Being There First
Accidents of history have placed us in the elite ranks of Montana’s most venerable white families.

Because I was raised in a building that previously sheltered turkeys, the news that I was actually a blueblood came as quite a shock. No, I can’t trace my people to the Bourbons, the House of Tudor, the Kennedy’s or even the Osmonds. But it is a fact that in 1866 my great-grandfather, trembling with greed, joined a rush of equally foul-smelling fools who galloped off in the dead of winter from Last Chance Gulch in what is now Helena, Montana to the Sun River Country—where Charles M. Russell would set his paintings of cowboys and Indians—after some frontier wit spread a bogus rumor of gold. The date of the Sun River Stampede is important because it establishes that old Thomas Moran had set up housekeeping before 1869 in what would become the Treasure State. And that accident of history qualified me to join our premier organization of vintage names—the Sons and Daughters of Montana Pioneers.
As the date of my induction in Helena approached I got a little bit jumpy. First, would the other Sons and Daughters be snooty? After all, although Thomas possessed determination and courage, he wasn’t exactly a fine gentleman. Before he made his way to Montana he had fled Ireland, was rejected for service in the Civil War, and sailed off in a snit to San Francisco, where he milked cows for a living.
But Kitty, my wife, reminded me that most of the citizens who founded this high, wide and handsome place were also scum. In fact, she and her four sisters, who had likewise been accepted into the Pioneers, claimed as their legacy a tyrant who built an empire of cattle and sheep by attacking his neighbors with guns and lawyers but lost his fortune because he couldn’t stop getting married.
But my other anxiety was more vexing. The keynote speaker would be Stephen Ambrose, the best-selling author of Band of Brothers and Undaunted Courage, a history of the Lewis and Clark Expedition. I had just published an article in a Outside magazine about a long journey of my own, playing golf and drinking vodka along the Lewis and Clark Trail from Great Falls to St. Charles, Missouri. To say that my account was not an academic treatment would be kind. In it, for example, I had described the explorers as carnivorous, murderous barbarians, and deduced that Meriweather Lewis was a homosexual who’d been having an affair with Peter Cruzatte, one of his men, both of whom were deeply into leather. I had further hypothesized that when Cruzatte shot Lewis in the butt during an elk hunt in North Dakota the assault had been intentional, the result of a lovers’ spat, and not accidental, as Lewis had claimed.
Still, I couldn’t be certain that Ambrose had read this hare-brained literature. But when we got to the dinner and saw the distinguished historian in bifocals and an angry red tie poring over his notes at the head table, my stomach sank. I began to imagine the vocabulary with which he would roast my eccentric scholarship, and how the Pioneers would rise, fingers pointing me to the door, eyes burning like those of Red Sox fans the night Bill Buckner let that grounder hop between his legs. Kitty patted my hand and ordered a beer. A gang of bushy-faced men in buckskin and fur filed through the door to honor the explorers with a loud rendition of a song from the period called “The Lowering Day.” Then they sat down at a table together to gorge themselves on beef.
Two hours later, long after the dessert plates were cleared, the officers of the Pioneers were still giving each other awards and eulogizing dead comrades. Ambrose looked like he’d been trapped in night court. The speaker began announcing the organization’s 70 new members. As she called out my name I slouched in my chair and pretended that the program was the most riveting prose I’d ever read.
When he was finally introduced Ambrose stared right at me and launched into a story in a gruff, overused voice about how a twenty-something T-shirt clerk in the mall where he had signed copies of his book that day asked him who Lewis and Clark were.
“‘You graduated from high school in Montana and you don’t know Lewis and Clark?’” Ambrose growled, a mimic of himself.
“‘Well, I’ve, you know, heard the names?” he warbled in falsetto. “But, like, when were they?’”
I pushed myself lower in my chair. At the next table one of the senior Pioneers, head down, hands on his glutinous American belly, was already nodding off. He dropped into a deep coma when Ambrose began describing two chapters of the book his publisher had axed. They dealt with the tribes who helped the Corps of Discovery through its first winter and over the Rockies.
“Without the Mandans and the Nez Perce Lewis and Clark might never have seen the Pacific,” he said, looking out at us. There was not, of course, a single Native American face looking back. “The Canadians would have armed the Blackfeet. And none of you would be here.”
It was a terrific speech. The applause even woke up our dozing Pioneer. But I wasn’t about to give Ambrose another chance to nail me in front of this partisan crowd. When the applause died and a blonde got up to sing God Bless America, accompanied by a boombox instrumental in what sounded like a whole other key, I took Kitty by the elbow. Clutching our little blue Montana Pioneer ribbons, we slipped out into the hot, starless night and went looking for a martini.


• Aim of the task: Give the number of lines in the data below containing the word "axis", with no other text.

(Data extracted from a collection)
# # #

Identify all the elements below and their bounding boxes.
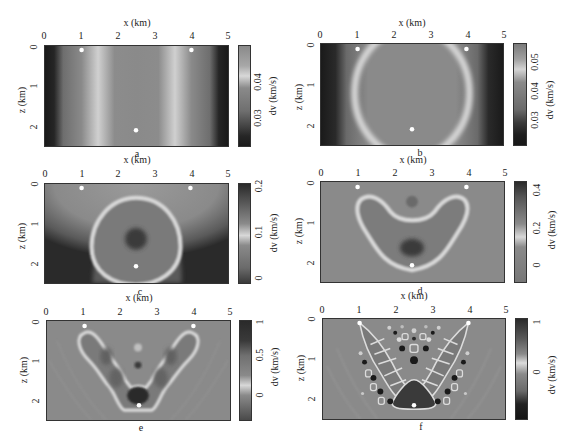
colorbar-tick: 0.03 <box>253 109 263 127</box>
receiver-marker <box>410 127 415 132</box>
colorbar <box>514 181 527 283</box>
heatmap-plot <box>320 181 505 283</box>
source-marker <box>464 185 469 190</box>
receiver-marker <box>134 264 139 269</box>
source-marker <box>355 185 360 190</box>
colorbar-tick: 0 <box>532 370 542 375</box>
x-tick: 4 <box>190 31 195 41</box>
x-tick: 3 <box>153 31 158 41</box>
x-tick: 0 <box>318 30 323 40</box>
z-tick: 1 <box>306 221 316 226</box>
panel-label: f <box>419 422 422 432</box>
z-tick: 2 <box>30 262 40 267</box>
receiver-marker <box>410 263 415 268</box>
x-tick: 1 <box>356 168 361 178</box>
z-axis-label: z (km) <box>294 218 304 244</box>
z-tick: 2 <box>306 124 316 129</box>
x-tick: 4 <box>466 30 471 40</box>
z-tick: 1 <box>307 357 317 362</box>
x-tick: 2 <box>392 30 397 40</box>
x-tick: 1 <box>81 307 86 317</box>
colorbar-label: dv (km/s) <box>547 356 557 395</box>
colorbar-tick: 0.1 <box>254 226 264 239</box>
colorbar-tick: 1 <box>532 320 542 325</box>
colorbar-label: dv (km/s) <box>547 211 557 250</box>
z-axis-label: z (km) <box>17 87 27 113</box>
z-tick: 2 <box>307 397 317 402</box>
colorbar-tick: 1 <box>255 320 265 325</box>
heatmap-plot <box>44 45 229 147</box>
x-axis-label: x (km) <box>126 293 153 303</box>
colorbar-tick: 0.4 <box>532 184 542 197</box>
x-tick: 3 <box>429 30 434 40</box>
x-tick: 5 <box>226 31 231 41</box>
heatmap-plot <box>44 183 229 284</box>
colorbar-label: dv (km/s) <box>545 81 555 120</box>
z-tick: 2 <box>31 399 41 404</box>
z-tick: 1 <box>29 84 39 89</box>
colorbar-tick: 0 <box>254 276 264 281</box>
x-tick: 0 <box>42 31 47 41</box>
z-tick: 1 <box>306 83 316 88</box>
x-tick: 5 <box>504 305 509 315</box>
heatmap-plot <box>322 318 506 420</box>
x-tick: 4 <box>192 307 197 317</box>
panel-label: e <box>139 423 143 433</box>
x-tick: 2 <box>116 169 121 179</box>
heatmap-plot <box>320 43 504 146</box>
heatmap-plot <box>46 320 231 421</box>
source-marker <box>82 324 87 329</box>
colorbar-tick: 0 <box>532 263 542 268</box>
x-axis-label: x (km) <box>124 18 151 28</box>
colorbar-label: dv (km/s) <box>270 348 280 387</box>
x-tick: 0 <box>319 168 324 178</box>
x-tick: 0 <box>43 169 48 179</box>
colorbar <box>238 45 251 147</box>
x-tick: 3 <box>431 305 436 315</box>
z-tick: 0 <box>29 45 39 50</box>
z-tick: 0 <box>306 181 316 186</box>
colorbar-tick: 0 <box>255 393 265 398</box>
colorbar-label: dv (km/s) <box>269 214 279 253</box>
colorbar-tick: 0.03 <box>530 111 540 129</box>
x-tick: 0 <box>44 307 49 317</box>
colorbar-tick: 0.04 <box>530 82 540 100</box>
x-tick: 4 <box>190 169 195 179</box>
colorbar <box>238 183 251 284</box>
z-axis-label: z (km) <box>19 357 29 383</box>
x-tick: 2 <box>118 307 123 317</box>
x-tick: 0 <box>320 305 325 315</box>
x-tick: 5 <box>503 168 508 178</box>
colorbar-label: dv (km/s) <box>268 77 278 116</box>
source-marker <box>355 47 360 52</box>
x-axis-label: x (km) <box>124 155 151 165</box>
colorbar-tick: 0.05 <box>530 53 540 71</box>
x-tick: 1 <box>80 169 85 179</box>
z-tick: 1 <box>31 359 41 364</box>
source-marker <box>466 321 471 326</box>
x-tick: 5 <box>226 169 231 179</box>
z-tick: 0 <box>31 320 41 325</box>
x-tick: 2 <box>394 305 399 315</box>
source-marker <box>191 324 196 329</box>
z-tick: 1 <box>30 222 40 227</box>
x-tick: 1 <box>355 30 360 40</box>
source-marker <box>79 186 84 191</box>
receiver-marker <box>412 403 417 408</box>
x-tick: 3 <box>155 307 160 317</box>
x-tick: 2 <box>116 31 121 41</box>
receiver-marker <box>137 403 142 408</box>
x-tick: 1 <box>357 305 362 315</box>
z-tick: 0 <box>30 182 40 187</box>
colorbar-tick: 0.04 <box>253 73 263 91</box>
z-tick: 0 <box>306 43 316 48</box>
source-marker <box>189 48 194 53</box>
x-tick: 4 <box>468 305 473 315</box>
colorbar <box>515 318 528 420</box>
z-tick: 2 <box>306 261 316 266</box>
x-tick: 1 <box>79 31 84 41</box>
x-tick: 2 <box>393 168 398 178</box>
receiver-marker <box>134 128 139 133</box>
colorbar-tick: 0.5 <box>255 349 265 362</box>
colorbar <box>239 320 252 421</box>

# # #

• Written reply: 6